After ejaculation, sperm can reach an egg in the fallopian tube in as little as 30 minutes, though fertilization often happens hours or even days later. The wide range depends on timing: whether an egg is already waiting in the fallopian tube or whether sperm arrive first and wait for ovulation to occur.
How Sperm Reach the Egg
Of the roughly 200 to 300 million sperm released during ejaculation, only a few hundred ever make it to the fallopian tube where fertilization takes place. The journey covers about 15 to 18 centimeters, from the cervix through the uterus and into the correct fallopian tube. The fastest sperm can complete this trip in around 30 minutes, propelled by muscular contractions in the uterus and their own swimming ability. But most sperm travel much more slowly, and many never arrive at all.
Cervical mucus plays a significant role in how quickly sperm move. Around ovulation, this mucus becomes thinner and more slippery, which helps sperm swim in straighter, faster lines. Lab studies show that cervical mucus proteins increase sperm’s straight-line velocity by about 16% and make their swimming path nearly 27% more linear compared to sperm swimming without it. Outside the fertile window, cervical mucus is thicker and acts more like a barrier, slowing or stopping most sperm entirely.
Sperm Can Wait for Days
Sperm don’t need to find an egg immediately. Once inside the reproductive tract, they can survive for 3 to 5 days in the cervix, uterus, and fallopian tubes. This is why sex a few days before ovulation can still result in pregnancy. Sperm essentially park themselves in small folds within the fallopian tubes and wait, gradually being released over time. During this waiting period, sperm undergo a chemical maturing process called capacitation that makes them capable of penetrating an egg.
This survival window is also why the fertile window is wider than many people assume. You’re most likely to conceive if sperm are already in the fallopian tube when the egg arrives, or if they show up within hours of ovulation.
The Egg’s Window Is Much Shorter
While sperm can linger for days, a released egg is viable for less than 24 hours after ovulation. If no sperm reach it in that time, it begins to break down and is eventually absorbed by the body. This mismatch is important: the egg is the time-sensitive factor, not the sperm. In practical terms, the best chance of fertilization comes from having sperm already positioned in the fallopian tube before or right around the time of ovulation.
What Happens at Fertilization
When a sperm finally reaches the egg, the actual process of fertilization takes time too. The sperm must first push through a protective layer of cells surrounding the egg, then bind to and penetrate the egg’s outer shell (a thick membrane called the zona pellucida). This binding and penetration process can take around 20 minutes.
Once a single sperm enters, the egg immediately begins blocking other sperm from getting in. It does this by releasing the contents of tiny granules just beneath its surface, which chemically harden the outer shell. In humans, this blocking process wraps up within roughly the first hour after the sperm and egg fuse. After that, the genetic material from both the sperm and egg merges, and the fertilized egg begins dividing. This fusion of genetic material takes about 12 hours to complete.
Total Timeline From Sex to Fertilization
Putting it all together, here’s how the timing can range:
- Fastest scenario: If an egg is already in the fallopian tube at the time of ejaculation, the fastest sperm could reach and fertilize it within about 30 minutes to a few hours.
- Most common scenario: Sperm arrive in the fallopian tube within several hours, and fertilization occurs when ovulation happens within the next day or two. Total elapsed time from sex to fertilization: 1 to 3 days.
- Longest scenario: Sperm deposited up to 5 days before ovulation survive long enough to fertilize the egg once it’s released. Total elapsed time: up to 5 days.
Factors That Affect the Timeline
Several things influence whether sperm reach the egg quickly or at all. Sperm quality matters: higher motility (swimming ability) and a straighter swimming pattern help sperm navigate the reproductive tract faster. Men with lower sperm counts or reduced motility may have fewer sperm reaching the fallopian tube, which reduces the odds of fertilization even if timing is right.
On the female side, the consistency of cervical mucus is one of the biggest variables. Fertile-quality mucus actively helps sperm swim better and survive longer, while non-fertile mucus can stop them in their tracks. Conditions that affect the fallopian tubes, such as scarring from infections or endometriosis, can also slow or block sperm transport entirely.
Body temperature, hydration, and overall health can influence the environment inside the reproductive tract, but the two biggest controllable factors remain timing (having sex within the fertile window) and sperm quality.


Exercise description. The copy you produce must repeat each record exactly and contain no pictures.

Records from a collection of figures:
- - -

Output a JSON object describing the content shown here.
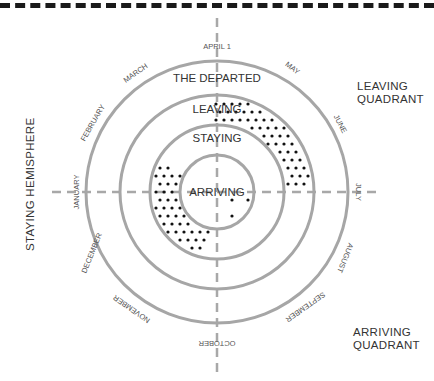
{
  "diagram": {
    "quadrants": {
      "top_right": [
        "LEAVING",
        "QUADRANT"
      ],
      "bottom_right": [
        "ARRIVING",
        "QUADRANT"
      ],
      "left": "STAYING HEMISPHERE"
    },
    "rings": [
      "THE DEPARTED",
      "LEAVING",
      "STAYING",
      "ARRIVING"
    ],
    "months": {
      "top": "APRIL 1",
      "may": "MAY",
      "june": "JUNE",
      "july": "JULY",
      "august": "AUGUST",
      "september": "SEPTEMBER",
      "october": "OCTOBER",
      "november": "NOVEMBER",
      "december": "DECEMBER",
      "january": "JANUARY",
      "february": "FEBRUARY",
      "march": "MARCH"
    },
    "colors": {
      "ring": "#a6a6a6",
      "axis": "#a6a6a6",
      "dot": "#111111",
      "text": "#333333"
    }
  }
}
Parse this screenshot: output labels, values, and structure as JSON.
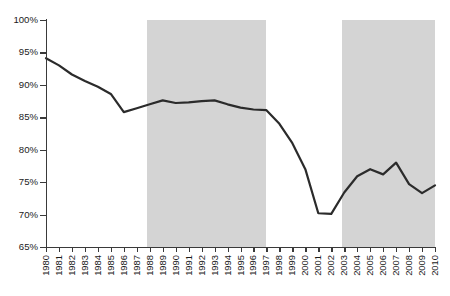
{
  "chart_data": {
    "type": "line",
    "title": "",
    "subtitle": "",
    "xlabel": "",
    "ylabel": "",
    "grid": false,
    "legend_position": "none",
    "ylim": [
      65,
      100
    ],
    "ytick_values": [
      65,
      70,
      75,
      80,
      85,
      90,
      95,
      100
    ],
    "ytick_labels": [
      "65%",
      "70%",
      "75%",
      "80%",
      "85%",
      "90%",
      "95%",
      "100%"
    ],
    "xlim": [
      1980,
      2010
    ],
    "categories": [
      "1980",
      "1981",
      "1982",
      "1983",
      "1984",
      "1985",
      "1986",
      "1987",
      "1988",
      "1989",
      "1990",
      "1991",
      "1992",
      "1993",
      "1994",
      "1995",
      "1996",
      "1997",
      "1998",
      "1999",
      "2000",
      "2001",
      "2002",
      "2003",
      "2004",
      "2005",
      "2006",
      "2007",
      "2008",
      "2009",
      "2010"
    ],
    "x": [
      1980,
      1981,
      1982,
      1983,
      1984,
      1985,
      1986,
      1987,
      1988,
      1989,
      1990,
      1991,
      1992,
      1993,
      1994,
      1995,
      1996,
      1997,
      1998,
      1999,
      2000,
      2001,
      2002,
      2003,
      2004,
      2005,
      2006,
      2007,
      2008,
      2009,
      2010
    ],
    "values": [
      94.1,
      93.0,
      91.6,
      90.6,
      89.7,
      88.6,
      85.8,
      86.4,
      87.0,
      87.6,
      87.2,
      87.3,
      87.5,
      87.6,
      87.0,
      86.5,
      86.2,
      86.1,
      84.0,
      81.0,
      77.0,
      70.2,
      70.1,
      73.4,
      75.9,
      77.0,
      76.2,
      78.0,
      74.7,
      73.3,
      74.5
    ],
    "series": [
      {
        "name": "series-1",
        "color": "#2b2b2b",
        "line_width": 2.2,
        "values": [
          94.1,
          93.0,
          91.6,
          90.6,
          89.7,
          88.6,
          85.8,
          86.4,
          87.0,
          87.6,
          87.2,
          87.3,
          87.5,
          87.6,
          87.0,
          86.5,
          86.2,
          86.1,
          84.0,
          81.0,
          77.0,
          70.2,
          70.1,
          73.4,
          75.9,
          77.0,
          76.2,
          78.0,
          74.7,
          73.3,
          74.5
        ]
      }
    ],
    "shaded_bands": [
      {
        "name": "band-1",
        "start": 1987.8,
        "end": 1997.0,
        "color": "#d4d4d4"
      },
      {
        "name": "band-2",
        "start": 2002.8,
        "end": 2010.8,
        "color": "#d4d4d4"
      }
    ],
    "colors": {
      "line": "#2b2b2b",
      "band": "#d4d4d4",
      "axis": "#3a3a3a",
      "text": "#1a1a1a",
      "background": "#ffffff"
    }
  }
}
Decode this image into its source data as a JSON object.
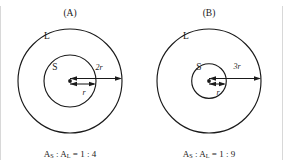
{
  "figure": {
    "width": 283,
    "height": 166,
    "background_color": "#ffffff",
    "ink_color": "#1a1a1a"
  },
  "panels": [
    {
      "id": "panel-a",
      "title": "(A)",
      "outer_region_label": "L",
      "inner_region_label": "S",
      "inner_radius_label": "r",
      "outer_radius_label": "2r",
      "ratio_caption": {
        "a_prefix": "A",
        "a_sub": "S",
        "separator": " : ",
        "b_prefix": "A",
        "b_sub": "L",
        "equals": " = ",
        "value": "1 : 4",
        "full_text": "A S : A L = 1 : 4"
      },
      "geometry": {
        "center_x": 70,
        "center_y": 81,
        "outer_radius": 52,
        "inner_radius": 26,
        "radius_ratio": "1 : 2",
        "area_ratio": "1 : 4"
      }
    },
    {
      "id": "panel-b",
      "title": "(B)",
      "outer_region_label": "L",
      "inner_region_label": "S",
      "inner_radius_label": "r",
      "outer_radius_label": "3r",
      "ratio_caption": {
        "a_prefix": "A",
        "a_sub": "S",
        "separator": " : ",
        "b_prefix": "A",
        "b_sub": "L",
        "equals": " = ",
        "value": "1 : 9",
        "full_text": "A S : A L = 1 : 9"
      },
      "geometry": {
        "center_x": 209,
        "center_y": 81,
        "outer_radius": 52,
        "inner_radius": 17.3,
        "radius_ratio": "1 : 3",
        "area_ratio": "1 : 9"
      }
    }
  ]
}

- - -

Expected answer.
Output a JSON object describing the content shown here.
{
  "diagram": {
    "quadrants": {
      "top_right": [
        "LEAVING",
        "QUADRANT"
      ],
      "bottom_right": [
        "ARRIVING",
        "QUADRANT"
      ],
      "left": "STAYING HEMISPHERE"
    },
    "rings": [
      "THE DEPARTED",
      "LEAVING",
      "STAYING",
      "ARRIVING"
    ],
    "months": {
      "top": "APRIL 1",
      "may": "MAY",
      "june": "JUNE",
      "july": "JULY",
      "august": "AUGUST",
      "september": "SEPTEMBER",
      "october": "OCTOBER",
      "november": "NOVEMBER",
      "december": "DECEMBER",
      "january": "JANUARY",
      "february": "FEBRUARY",
      "march": "MARCH"
    },
    "colors": {
      "ring": "#a6a6a6",
      "axis": "#a6a6a6",
      "dot": "#111111",
      "text": "#333333"
    }
  }
}
Parse this screenshot: output labels, values, and structure as JSON.
{
  "chart_data": {
    "type": "line",
    "title": "",
    "subtitle": "",
    "xlabel": "",
    "ylabel": "",
    "grid": false,
    "legend_position": "none",
    "ylim": [
      65,
      100
    ],
    "ytick_values": [
      65,
      70,
      75,
      80,
      85,
      90,
      95,
      100
    ],
    "ytick_labels": [
      "65%",
      "70%",
      "75%",
      "80%",
      "85%",
      "90%",
      "95%",
      "100%"
    ],
    "xlim": [
      1980,
      2010
    ],
    "categories": [
      "1980",
      "1981",
      "1982",
      "1983",
      "1984",
      "1985",
      "1986",
      "1987",
      "1988",
      "1989",
      "1990",
      "1991",
      "1992",
      "1993",
      "1994",
      "1995",
      "1996",
      "1997",
      "1998",
      "1999",
      "2000",
      "2001",
      "2002",
      "2003",
      "2004",
      "2005",
      "2006",
      "2007",
      "2008",
      "2009",
      "2010"
    ],
    "x": [
      1980,
      1981,
      1982,
      1983,
      1984,
      1985,
      1986,
      1987,
      1988,
      1989,
      1990,
      1991,
      1992,
      1993,
      1994,
      1995,
      1996,
      1997,
      1998,
      1999,
      2000,
      2001,
      2002,
      2003,
      2004,
      2005,
      2006,
      2007,
      2008,
      2009,
      2010
    ],
    "values": [
      94.1,
      93.0,
      91.6,
      90.6,
      89.7,
      88.6,
      85.8,
      86.4,
      87.0,
      87.6,
      87.2,
      87.3,
      87.5,
      87.6,
      87.0,
      86.5,
      86.2,
      86.1,
      84.0,
      81.0,
      77.0,
      70.2,
      70.1,
      73.4,
      75.9,
      77.0,
      76.2,
      78.0,
      74.7,
      73.3,
      74.5
    ],
    "series": [
      {
        "name": "series-1",
        "color": "#2b2b2b",
        "line_width": 2.2,
        "values": [
          94.1,
          93.0,
          91.6,
          90.6,
          89.7,
          88.6,
          85.8,
          86.4,
          87.0,
          87.6,
          87.2,
          87.3,
          87.5,
          87.6,
          87.0,
          86.5,
          86.2,
          86.1,
          84.0,
          81.0,
          77.0,
          70.2,
          70.1,
          73.4,
          75.9,
          77.0,
          76.2,
          78.0,
          74.7,
          73.3,
          74.5
        ]
      }
    ],
    "shaded_bands": [
      {
        "name": "band-1",
        "start": 1987.8,
        "end": 1997.0,
        "color": "#d4d4d4"
      },
      {
        "name": "band-2",
        "start": 2002.8,
        "end": 2010.8,
        "color": "#d4d4d4"
      }
    ],
    "colors": {
      "line": "#2b2b2b",
      "band": "#d4d4d4",
      "axis": "#3a3a3a",
      "text": "#1a1a1a",
      "background": "#ffffff"
    }
  }
}
Decode this image into its source data as a JSON object.
{
  "figure": {
    "width": 283,
    "height": 166,
    "background_color": "#ffffff",
    "ink_color": "#1a1a1a"
  },
  "panels": [
    {
      "id": "panel-a",
      "title": "(A)",
      "outer_region_label": "L",
      "inner_region_label": "S",
      "inner_radius_label": "r",
      "outer_radius_label": "2r",
      "ratio_caption": {
        "a_prefix": "A",
        "a_sub": "S",
        "separator": " : ",
        "b_prefix": "A",
        "b_sub": "L",
        "equals": " = ",
        "value": "1 : 4",
        "full_text": "A S : A L = 1 : 4"
      },
      "geometry": {
        "center_x": 70,
        "center_y": 81,
        "outer_radius": 52,
        "inner_radius": 26,
        "radius_ratio": "1 : 2",
        "area_ratio": "1 : 4"
      }
    },
    {
      "id": "panel-b",
      "title": "(B)",
      "outer_region_label": "L",
      "inner_region_label": "S",
      "inner_radius_label": "r",
      "outer_radius_label": "3r",
      "ratio_caption": {
        "a_prefix": "A",
        "a_sub": "S",
        "separator": " : ",
        "b_prefix": "A",
        "b_sub": "L",
        "equals": " = ",
        "value": "1 : 9",
        "full_text": "A S : A L = 1 : 9"
      },
      "geometry": {
        "center_x": 209,
        "center_y": 81,
        "outer_radius": 52,
        "inner_radius": 17.3,
        "radius_ratio": "1 : 3",
        "area_ratio": "1 : 9"
      }
    }
  ]
}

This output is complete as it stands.